Does this article seem familiar?

Find out what causes the unfamiliarly familiar phenomenon of Déjà vu

May 7, 2023
Science Magazine

Written by Deanna Tartaglia, this article was selected as a winner of our 2023 High School Science Communication Challenge. Tartaglia is a student at Newton North High School in Newton, MA. 

What is that sensation?

Our brains are extraordinary machines capable of storing and recalling countless memories. Yet, our brains aren’t infallible: they forget — and sometimes they remember things wrong. While it can be annoying to forget a friend’s birthday or a doctor’s appointment, it is much more disconcerting to remember something that never happened. Although this sensation may sound foreign, you have probably experienced it as déjà vu.

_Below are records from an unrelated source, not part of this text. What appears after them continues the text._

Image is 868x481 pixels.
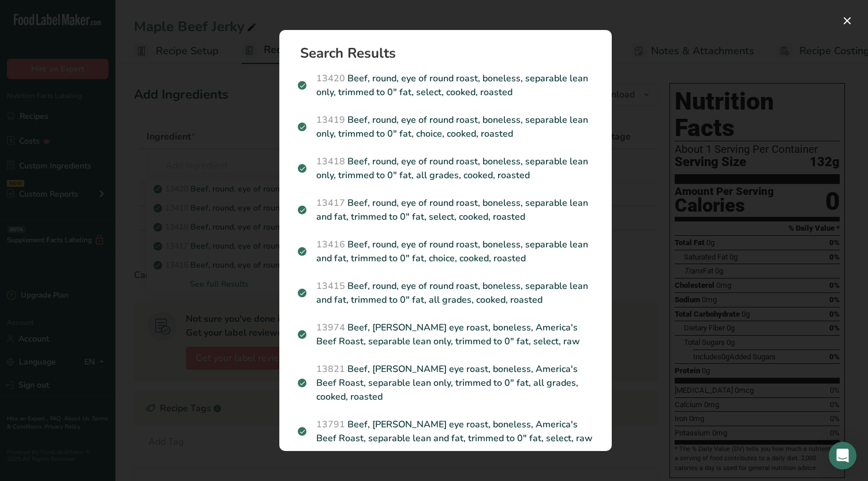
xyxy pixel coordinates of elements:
[316,72,345,85] span: 13420
[316,114,345,126] span: 13419
[298,196,594,224] p: Beef, round, eye of round roast, boneless, separable lean and fat, trimmed to 0" fat, select, coo...
[298,280,594,307] p: Beef, round, eye of round roast, boneless, separable lean and fat, trimmed to 0" fat, all grades,...
[316,363,345,376] span: 13821
[316,418,345,431] span: 13791
[298,72,594,100] p: Beef, round, eye of round roast, boneless, separable lean only, trimmed to 0" fat, select, cooked...
[829,442,857,470] div: Open Intercom Messenger
[316,238,345,251] span: 13416
[298,362,594,403] p: Beef, [PERSON_NAME] eye roast, boneless, America's Beef Roast, separable lean only, trimmed to 0"...
[316,322,345,334] span: 13974
[316,197,345,209] span: 13417
[298,113,594,140] p: Beef, round, eye of round roast, boneless, separable lean only, trimmed to 0" fat, choice, cooked...
[300,46,600,60] h1: Search Results
[298,155,594,182] p: Beef, round, eye of round roast, boneless, separable lean only, trimmed to 0" fat, all grades, co...
[298,321,594,349] p: Beef, [PERSON_NAME] eye roast, boneless, America's Beef Roast, separable lean only, trimmed to 0"...
[316,155,345,168] span: 13418
[298,418,594,445] p: Beef, [PERSON_NAME] eye roast, boneless, America's Beef Roast, separable lean and fat, trimmed to...
[316,280,345,293] span: 13415
[298,238,594,265] p: Beef, round, eye of round roast, boneless, separable lean and fat, trimmed to 0" fat, choice, coo...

Above: Artist Pia Männikkö’s interpretation of the sensation of déjà vu. Courtesy of Pia Männikkö.

False Memories

Akira Robert O’Connor is a cognitive scientist at the University of St. Andrews whose

research suggests that the sensation of déjà vu is akin to your brain fixing a mistake. This theory is known as false memory: your brain is programmed to recognize familiar stimuli, but, in some cases, it can be falsely activated so that the feeling of recognition sets in with no actual memory to back it up. Your brain realizes that there is no memory matching the recognition, producing the strange feeling of déjà vu.

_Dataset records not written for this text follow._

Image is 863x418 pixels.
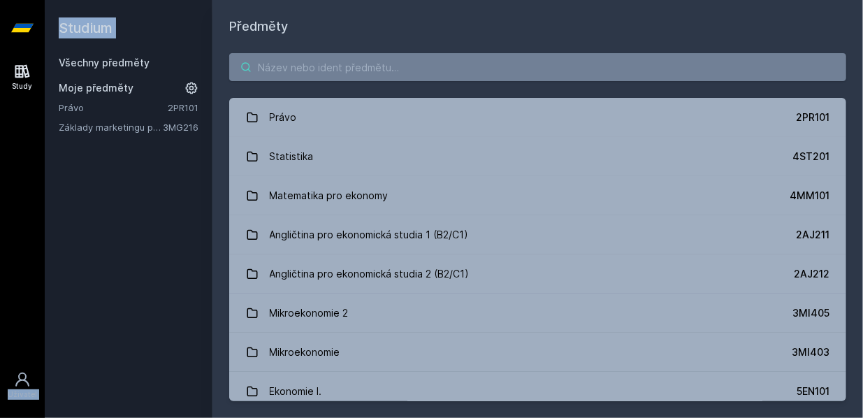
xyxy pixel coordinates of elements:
[229,17,847,36] h1: Předměty
[8,389,37,400] div: Uživatel
[59,81,134,95] span: Moje předměty
[229,53,847,81] input: Název nebo ident předmětu…
[793,150,830,164] div: 4ST201
[3,56,42,99] a: Study
[792,345,830,359] div: 3MI403
[794,267,830,281] div: 2AJ212
[229,98,847,137] a: Právo 2PR101
[13,81,33,92] div: Study
[59,101,168,115] a: Právo
[270,299,349,327] div: Mikroekonomie 2
[270,221,469,249] div: Angličtina pro ekonomická studia 1 (B2/C1)
[163,122,199,133] a: 3MG216
[270,378,322,406] div: Ekonomie I.
[229,137,847,176] a: Statistika 4ST201
[796,228,830,242] div: 2AJ211
[270,103,297,131] div: Právo
[270,338,340,366] div: Mikroekonomie
[59,57,150,69] a: Všechny předměty
[229,294,847,333] a: Mikroekonomie 2 3MI405
[796,110,830,124] div: 2PR101
[270,143,314,171] div: Statistika
[3,364,42,407] a: Uživatel
[797,385,830,399] div: 5EN101
[270,260,470,288] div: Angličtina pro ekonomická studia 2 (B2/C1)
[793,306,830,320] div: 3MI405
[790,189,830,203] div: 4MM101
[59,120,163,134] a: Základy marketingu pro informatiky a statistiky
[229,215,847,254] a: Angličtina pro ekonomická studia 1 (B2/C1) 2AJ211
[229,372,847,411] a: Ekonomie I. 5EN101
[168,102,199,113] a: 2PR101
[229,176,847,215] a: Matematika pro ekonomy 4MM101
[229,333,847,372] a: Mikroekonomie 3MI403
[229,254,847,294] a: Angličtina pro ekonomická studia 2 (B2/C1) 2AJ212
[270,182,389,210] div: Matematika pro ekonomy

Despite its unsettling feeling, the fact that your brain can do this is a great sign. Patients with dementia are not as lucky: their brains trigger the recognition but are not able to correct it. This can lead to troubling behaviors like refusing to complete important tasks because they feel they have already done them. To test whether this corresponded to déjà vu, researchers studied the regions of the brain responsible for memory in people with dementia and without. They then compared these findings to the subjects' respective responses to false memory. The effects of neurological differences on the patients' experience with déjà vu helped researchers form a connection between memory and this phenomenon.

Not all scientists agree with O’Connor’s false memory theory. A new study using Magnetic Resonance Imagining (commonly known as MRI) to analyze participants’ brain activity suggests that indicated the hippocampus of our brains, an area responsible for memory, is not triggered during the sensation of déjà vu as proposed by O’Connor’s research. So, what else could be causing it?

Maybe It Really is Familiar

An alternative theory is that déjà vu is not a result of random activation of the recognition centers in our brains and is instead onset by familiarity. Studies conducted by Leeds Memory Group tested this theory by placing patients under hypnosis. The test subjects would form memories and then forget them under the influence of a hypnotist. When these stimuli were exposed after the hypnosis was broken, the same sensation as déjà vu was triggered. This study suggests that déjà vu occurs when we encounter something similar to a familiar situation and our brain notices the connection.

These contrasting theories of false memory or familiarity were brought together by neurologist Jean Khoury at the Cleveland Clinic Department. He proposed that the sensation was a miscommunication between the regions in the brain that control both memory and familiarity.

Whether you agree with the false memory or familiarity theory — or a combination thereof — this field of neurological research shows promising results in working to find the scientific basis for déjà vu. However, there is not yet a definitive answer as to why we feel this funny sensation. Perhaps someday soon these scientists will publish a breakthrough — we just hope it won’t feel like anything we’ve read before.